▶ Task details
Please output exactly the part of the records below that opens with the line containing "pyautogui.click(x=<x>, y=<y>)" and closes with the line containing "This screenshot has width=1705, height=959.", both lines included, and nothing else.

▶ Records to process
= = = = =
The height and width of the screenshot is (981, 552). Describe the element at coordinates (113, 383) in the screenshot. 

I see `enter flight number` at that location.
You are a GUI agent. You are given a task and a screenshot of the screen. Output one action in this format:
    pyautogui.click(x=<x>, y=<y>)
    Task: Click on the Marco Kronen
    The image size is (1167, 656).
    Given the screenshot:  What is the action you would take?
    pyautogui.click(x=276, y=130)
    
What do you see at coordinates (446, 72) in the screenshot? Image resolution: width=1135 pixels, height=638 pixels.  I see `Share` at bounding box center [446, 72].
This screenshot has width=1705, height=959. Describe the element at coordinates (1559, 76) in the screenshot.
= = = = =
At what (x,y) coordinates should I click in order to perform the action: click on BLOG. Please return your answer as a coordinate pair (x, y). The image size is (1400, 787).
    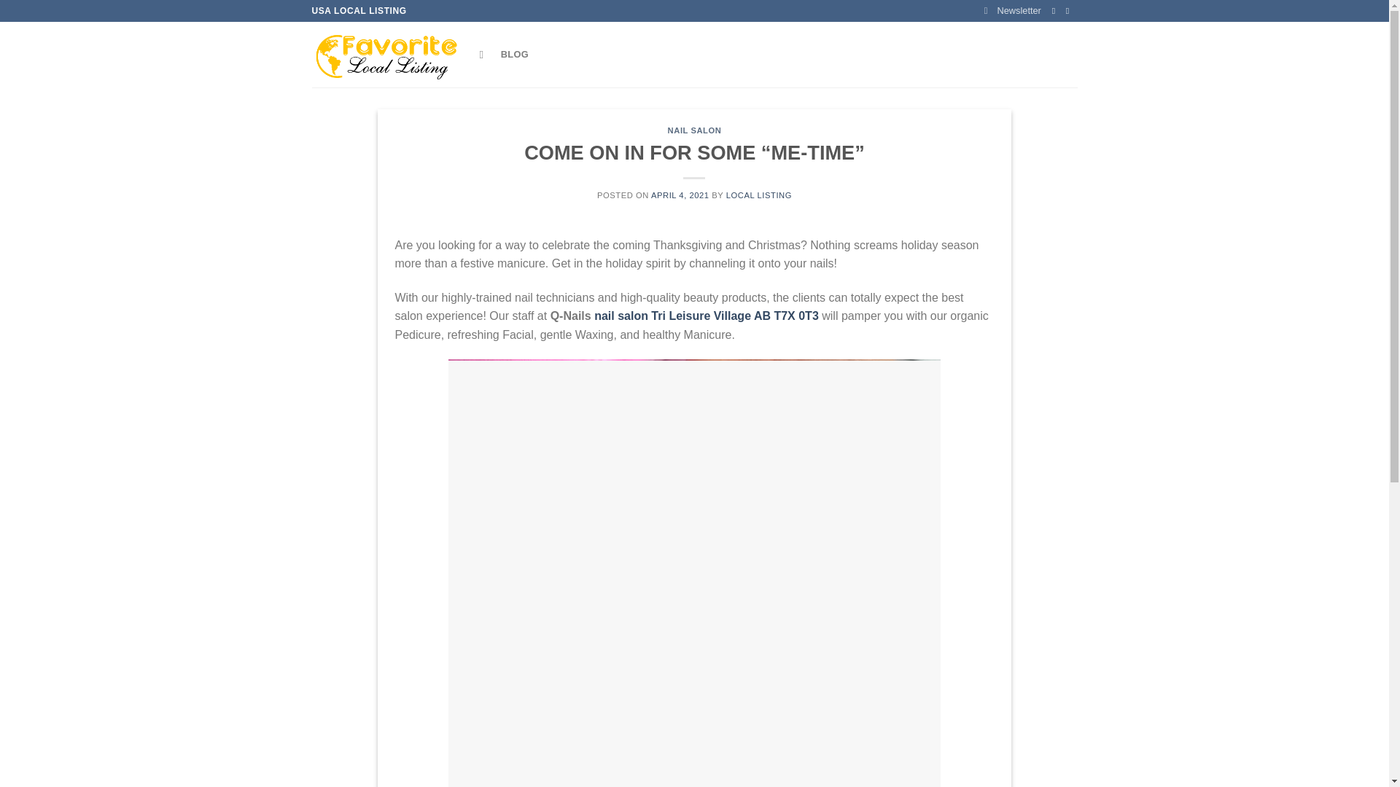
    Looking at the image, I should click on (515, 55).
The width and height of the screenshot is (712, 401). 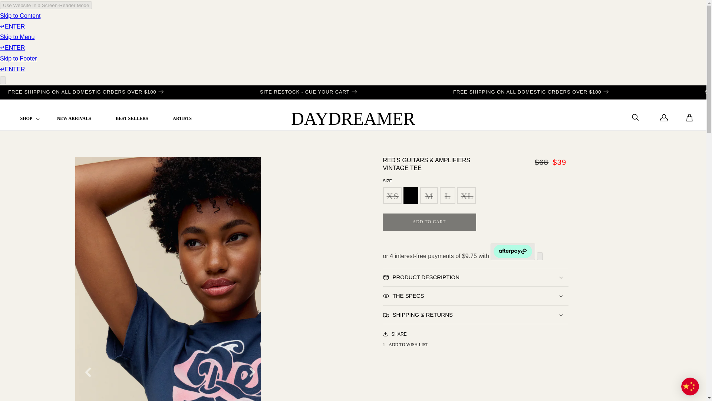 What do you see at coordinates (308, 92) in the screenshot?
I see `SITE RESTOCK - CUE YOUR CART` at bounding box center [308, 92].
= = = = =
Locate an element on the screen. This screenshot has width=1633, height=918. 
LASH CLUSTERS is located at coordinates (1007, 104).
= = = = =
▶ Solution for this exercise
    pyautogui.click(x=<x>, y=<y>)
    Task: Click on the Marco Kronen
    The image size is (1167, 656).
    Given the screenshot:  What is the action you would take?
    pyautogui.click(x=276, y=130)
    
What do you see at coordinates (446, 72) in the screenshot? Image resolution: width=1135 pixels, height=638 pixels.  I see `Share` at bounding box center [446, 72].
This screenshot has width=1705, height=959. Describe the element at coordinates (1559, 76) in the screenshot.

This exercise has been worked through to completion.